James Jay Carafano and Stefano Graziosi have even asked bluntly in National Review: “How can the global leader of the Catholic Church even contemplate doing business with such a murderous regime?” According to Carafano and Graziosi: “Parolin’s soft-on-Beijing strategy is supported by powerful progressive-Catholic groups from the Society of Jesus to the Community of Sant’Egidio.” Worse of all perhaps, the agreement “could push Catholic-majority Latin American countries, which currently have diplomatic relations with Taiwan, to formally recognize the People’s Republic of China.”

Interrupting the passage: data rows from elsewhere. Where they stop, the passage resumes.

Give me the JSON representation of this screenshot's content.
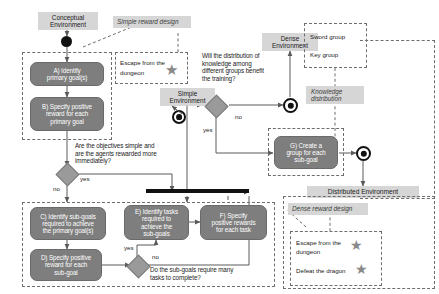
{
  "diagram": {
    "type": "uml-activity-diagram",
    "colors": {
      "activity_fill": "#7e7e7e",
      "activity_text": "#ffffff",
      "label_fill": "#d6d6d6",
      "decision_fill": "#9a9a9a",
      "node_stroke": "#111111",
      "dashed_stroke": "#6e6e6e",
      "star": "#8a8a8a"
    }
  },
  "environments": {
    "conceptual": "Conceptual\nEnvironment",
    "conceptual_line1": "Conceptual",
    "conceptual_line2": "Environment",
    "simple_line1": "Simple",
    "simple_line2": "Environment",
    "dense_line1": "Dense",
    "dense_line2": "Environment",
    "distributed": "Distributed Environment"
  },
  "reward_designs": {
    "simple": "Simple reward design",
    "dense": "Dense reward design",
    "knowledge_line1": "Knowledge",
    "knowledge_line2": "distribution"
  },
  "activities": {
    "a": {
      "id": "A",
      "line1": "A) Identify",
      "line2": "primary goal(s)"
    },
    "b": {
      "id": "B",
      "line1": "B) Specify positive",
      "line2": "reward for each",
      "line3": "primary goal"
    },
    "c": {
      "id": "C",
      "line1": "C) Identify sub-goals",
      "line2": "required to achieve",
      "line3": "the primary goal(s)"
    },
    "d": {
      "id": "D",
      "line1": "D) Specify positive",
      "line2": "reward for each",
      "line3": "sub-goal"
    },
    "e": {
      "id": "E",
      "line1": "E) Identify tasks",
      "line2": "required to",
      "line3": "achieve the",
      "line4": "sub-goals"
    },
    "f": {
      "id": "F",
      "line1": "F) Specify",
      "line2": "positive rewards",
      "line3": "for each task"
    },
    "g": {
      "id": "G",
      "line1": "G) Create a",
      "line2": "group for each",
      "line3": "sub-goal"
    }
  },
  "decisions": {
    "objectives": {
      "line1": "Are the objectives simple and",
      "line2": "are the agents rewarded more",
      "line3": "immediately?",
      "yes": "yes",
      "no": "no"
    },
    "subgoals": {
      "line1": "Do the sub-goals require many",
      "line2": "tasks to complete?",
      "yes": "yes",
      "no": "no"
    },
    "knowledge": {
      "line1": "Will the distribution of",
      "line2": "knowledge among",
      "line3": "different groups benefit",
      "line4": "the training?",
      "yes": "yes",
      "no": "no"
    }
  },
  "notes": {
    "simple_reward_items": [
      {
        "text": "Escape from the",
        "text2": "dungeon",
        "star": "★"
      }
    ],
    "dense_reward_items": [
      {
        "text": "Escape from the",
        "text2": "dungeon",
        "star": "★"
      },
      {
        "text": "Defeat the dragon",
        "text2": "",
        "star": "★"
      }
    ],
    "groups": [
      {
        "label": "Sword group"
      },
      {
        "label": "Key group"
      }
    ]
  }
}
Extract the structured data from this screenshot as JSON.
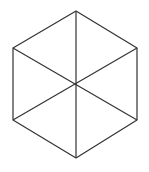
{
  "diagram": {
    "shape": "regular hexagon divided into six triangles",
    "stroke_color": "#333333",
    "background": "#ffffff",
    "vertices": {
      "top": [
        76,
        11
      ],
      "upper_right": [
        137,
        48
      ],
      "lower_right": [
        137,
        120
      ],
      "bottom": [
        76,
        158
      ],
      "lower_left": [
        13,
        120
      ],
      "upper_left": [
        13,
        48
      ]
    },
    "center": [
      76,
      85
    ]
  }
}
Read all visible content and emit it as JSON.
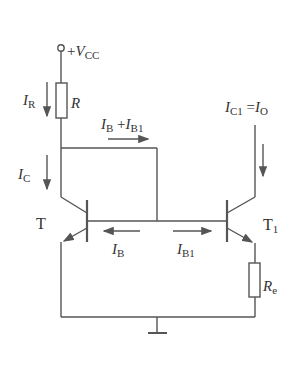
{
  "diagram": {
    "supply": {
      "label_plus": "+",
      "label_main": "V",
      "label_sub": "CC"
    },
    "resistor_r": {
      "label": "R"
    },
    "resistor_re": {
      "label_main": "R",
      "label_sub": "e"
    },
    "transistor_left": {
      "label": "T"
    },
    "transistor_right": {
      "label_main": "T",
      "label_sub": "1"
    },
    "currents": {
      "ir": {
        "main": "I",
        "sub": "R"
      },
      "ic": {
        "main": "I",
        "sub": "C"
      },
      "ib_plus_ib1": {
        "main1": "I",
        "sub1": "B",
        "plus": " +",
        "main2": "I",
        "sub2": "B1"
      },
      "ic1_eq_io": {
        "main1": "I",
        "sub1": "C1",
        "eq": " =",
        "main2": "I",
        "sub2": "O"
      },
      "ib": {
        "main": "I",
        "sub": "B"
      },
      "ib1": {
        "main": "I",
        "sub": "B1"
      }
    },
    "colors": {
      "line": "#555555",
      "text": "#333333",
      "background": "#ffffff"
    }
  }
}
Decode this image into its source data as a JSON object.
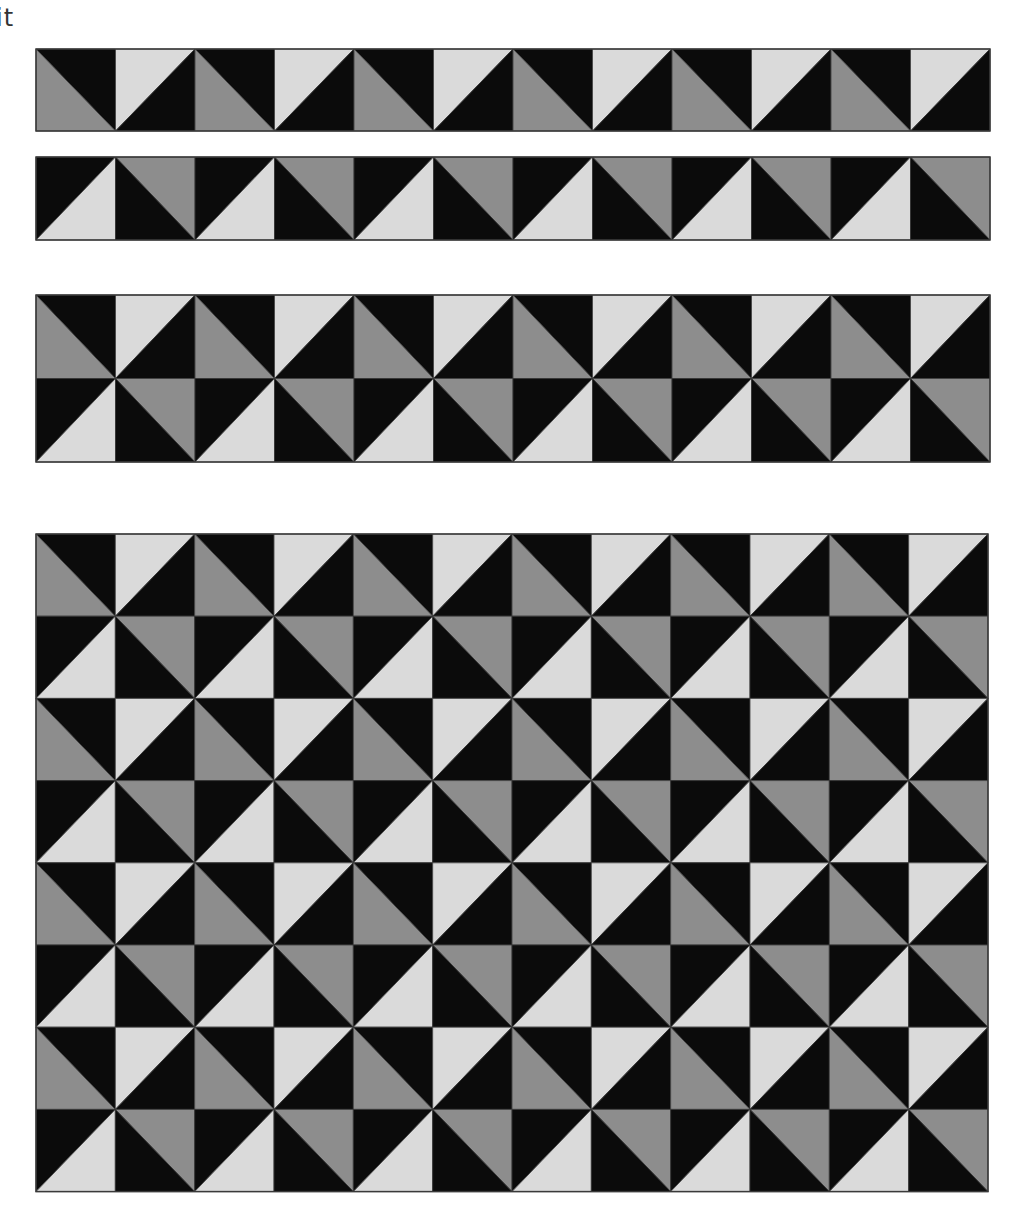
{
  "caption": "it",
  "colors": {
    "dark": "#0b0b0b",
    "mid": "#8d8d8d",
    "light": "#dadada",
    "line": "#3a3a3a"
  },
  "tiles": {
    "A1": {
      "diagonal": "tl-br",
      "upper": "dark",
      "lower": "mid",
      "description": "top-right black, bottom-left gray"
    },
    "A2": {
      "diagonal": "bl-tr",
      "upper": "light",
      "lower": "dark",
      "description": "top-left light, bottom-right black"
    },
    "B1": {
      "diagonal": "bl-tr",
      "upper": "dark",
      "lower": "light",
      "description": "top-left black, bottom-right light"
    },
    "B2": {
      "diagonal": "tl-br",
      "upper": "mid",
      "lower": "dark",
      "description": "top-right gray, bottom-left black"
    }
  },
  "row_patterns": {
    "A": [
      "A1",
      "A2"
    ],
    "B": [
      "B1",
      "B2"
    ]
  },
  "columns": 12,
  "blocks": [
    {
      "name": "strip-row-a",
      "x": 36,
      "y": 49,
      "width": 954,
      "row_height": 82,
      "rows": [
        "A"
      ]
    },
    {
      "name": "strip-row-b",
      "x": 36,
      "y": 157,
      "width": 954,
      "row_height": 83,
      "rows": [
        "B"
      ]
    },
    {
      "name": "strip-two-rows",
      "x": 36,
      "y": 295,
      "width": 954,
      "row_height": 83.5,
      "rows": [
        "A",
        "B"
      ]
    },
    {
      "name": "full-quilt-grid",
      "x": 36,
      "y": 534,
      "width": 952,
      "row_height": 82.2,
      "rows": [
        "A",
        "B",
        "A",
        "B",
        "A",
        "B",
        "A",
        "B"
      ]
    }
  ]
}
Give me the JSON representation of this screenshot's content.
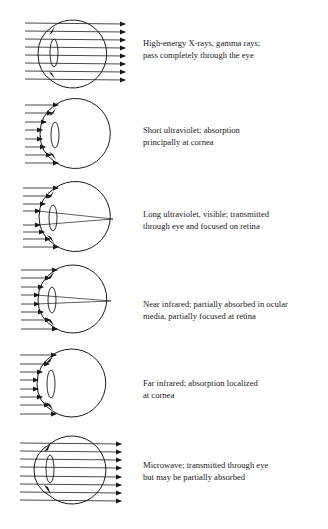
{
  "diagram": {
    "panels": [
      {
        "id": "xray-gamma",
        "type": "pass-through",
        "caption_line1": "High-energy X-rays, gamma rays;",
        "caption_line2": "pass completely through the eye"
      },
      {
        "id": "short-uv",
        "type": "absorbed-at-cornea",
        "caption_line1": "Short ultraviolet;  absorption",
        "caption_line2": "principally at cornea"
      },
      {
        "id": "long-uv-visible",
        "type": "focused-on-retina",
        "caption_line1": "Long ultraviolet, visible; transmitted",
        "caption_line2": "through eye and focused on retina"
      },
      {
        "id": "near-infrared",
        "type": "focused-on-retina",
        "caption_line1": "Near infrared; partially absorbed in ocular",
        "caption_line2": "media, partially focused at retina"
      },
      {
        "id": "far-infrared",
        "type": "absorbed-at-cornea",
        "caption_line1": "Far infrared; absorption localized",
        "caption_line2": "at cornea"
      },
      {
        "id": "microwave",
        "type": "pass-through",
        "caption_line1": "Microwave; transmitted through eye",
        "caption_line2": "but may be partially absorbed"
      }
    ],
    "colors": {
      "line": "#1a1a1a",
      "background": "#ffffff"
    }
  }
}
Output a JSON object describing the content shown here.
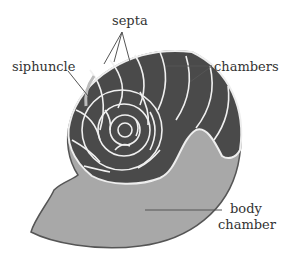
{
  "diagram": {
    "type": "nautilus shell cross-section",
    "labels": {
      "septa": "septa",
      "siphuncle": "siphuncle",
      "chambers": "chambers",
      "body_line1": "body",
      "body_line2": "chamber"
    },
    "colors": {
      "chambers_fill": "#4a4a4a",
      "body_fill": "#a8a8a8",
      "septa_stroke": "#f0f0f0",
      "outline": "#555555"
    }
  }
}
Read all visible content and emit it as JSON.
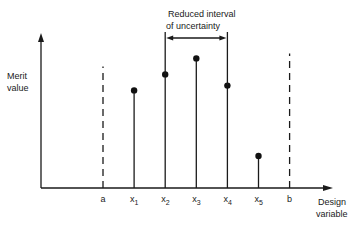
{
  "diagram": {
    "y_axis_label_line1": "Merit",
    "y_axis_label_line2": "value",
    "x_axis_label_line1": "Design",
    "x_axis_label_line2": "variable",
    "interval_label_line1": "Reduced interval",
    "interval_label_line2": "of uncertainty",
    "bounds": [
      {
        "id": "a",
        "label": "a",
        "position": 0,
        "style": "dashed",
        "height": 0.76
      },
      {
        "id": "b",
        "label": "b",
        "position": 6,
        "style": "dashed",
        "height": 0.84
      }
    ],
    "samples": [
      {
        "id": "x1",
        "base": "x",
        "sub": "1",
        "position": 1,
        "merit": 0.61
      },
      {
        "id": "x2",
        "base": "x",
        "sub": "2",
        "position": 2,
        "merit": 0.71
      },
      {
        "id": "x3",
        "base": "x",
        "sub": "3",
        "position": 3,
        "merit": 0.81
      },
      {
        "id": "x4",
        "base": "x",
        "sub": "4",
        "position": 4,
        "merit": 0.64
      },
      {
        "id": "x5",
        "base": "x",
        "sub": "5",
        "position": 5,
        "merit": 0.2
      }
    ],
    "interval_from": "x2",
    "interval_to": "x4"
  }
}
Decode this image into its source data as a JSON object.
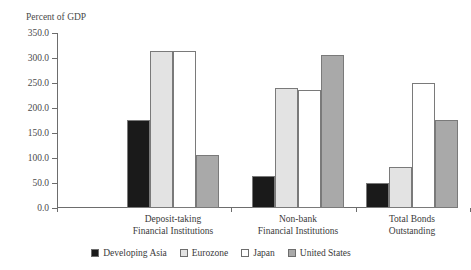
{
  "title_remnant": "",
  "axis_title": "Percent of GDP",
  "chart_data": {
    "type": "bar",
    "title": "",
    "subtitle": "",
    "xlabel": "",
    "ylabel": "Percent of GDP",
    "ylim": [
      0,
      350
    ],
    "ytick_step": 50,
    "ytick_labels": [
      "0.0",
      "50.0",
      "100.0",
      "150.0",
      "200.0",
      "250.0",
      "300.0",
      "350.0"
    ],
    "ytick_values": [
      0,
      50,
      100,
      150,
      200,
      250,
      300,
      350
    ],
    "grid": false,
    "legend_position": "bottom",
    "categories": [
      "Deposit-taking\nFinancial Institutions",
      "Non-bank\nFinancial Institutions",
      "Total Bonds\nOutstanding"
    ],
    "category_lines": [
      [
        "Deposit-taking",
        "Financial Institutions"
      ],
      [
        "Non-bank",
        "Financial Institutions"
      ],
      [
        "Total Bonds",
        "Outstanding"
      ]
    ],
    "series": [
      {
        "name": "Developing Asia",
        "color": "#1a1a1a",
        "values": [
          176,
          64,
          51
        ]
      },
      {
        "name": "Eurozone",
        "color": "#e3e3e3",
        "values": [
          315,
          240,
          82
        ]
      },
      {
        "name": "Japan",
        "color": "#ffffff",
        "values": [
          314,
          236,
          250
        ]
      },
      {
        "name": "United States",
        "color": "#a9a9a9",
        "values": [
          106,
          306,
          177
        ]
      }
    ]
  }
}
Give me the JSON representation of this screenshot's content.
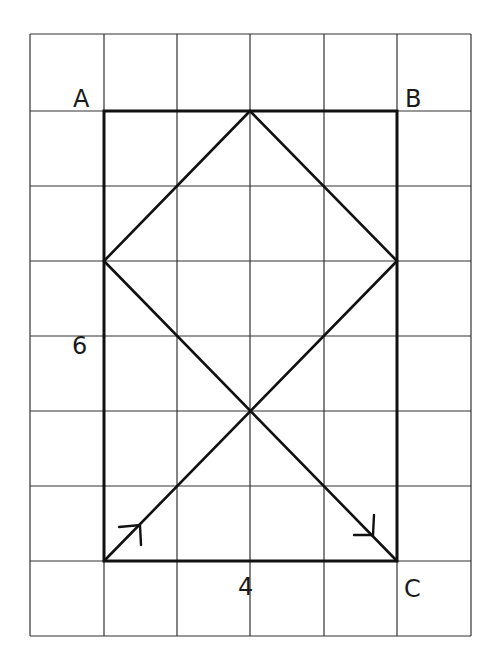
{
  "diagram": {
    "grid": {
      "x_lines": [
        30,
        104,
        177,
        250,
        324,
        397,
        471
      ],
      "y_lines": [
        34,
        111,
        186,
        261,
        336,
        411,
        486,
        561,
        636
      ],
      "color": "#333333"
    },
    "labels": {
      "A": "A",
      "B": "B",
      "C": "C",
      "width": "4",
      "height": "6"
    },
    "stroke_color": "#111111"
  }
}
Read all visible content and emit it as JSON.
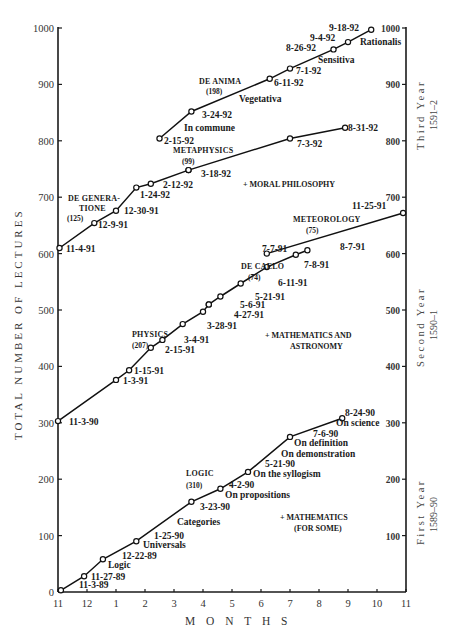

As Taiwan has honoured a former pope, it feels like a slap in the face for the Church to push ahead with the CCP deal, renewed once already in 2020. China’s persecution of Catholics has already escalated, even as one Vatican official said the Church is talking about opening a representative office in Beijing. The Pope has indicated his hopes that the deal with China, already renewed once, will be renewed again, while persecution of Chinese Christians continues. As Zen’s trial has now been set for September 19, this is surely the time for the Pope to at least attach conditions – such as the release of clergy – to any renewal of the deal, if not scrap it altogether. Anything less would be an insult to Chinese Christians, Taiwan and the moral authority of the Church itself.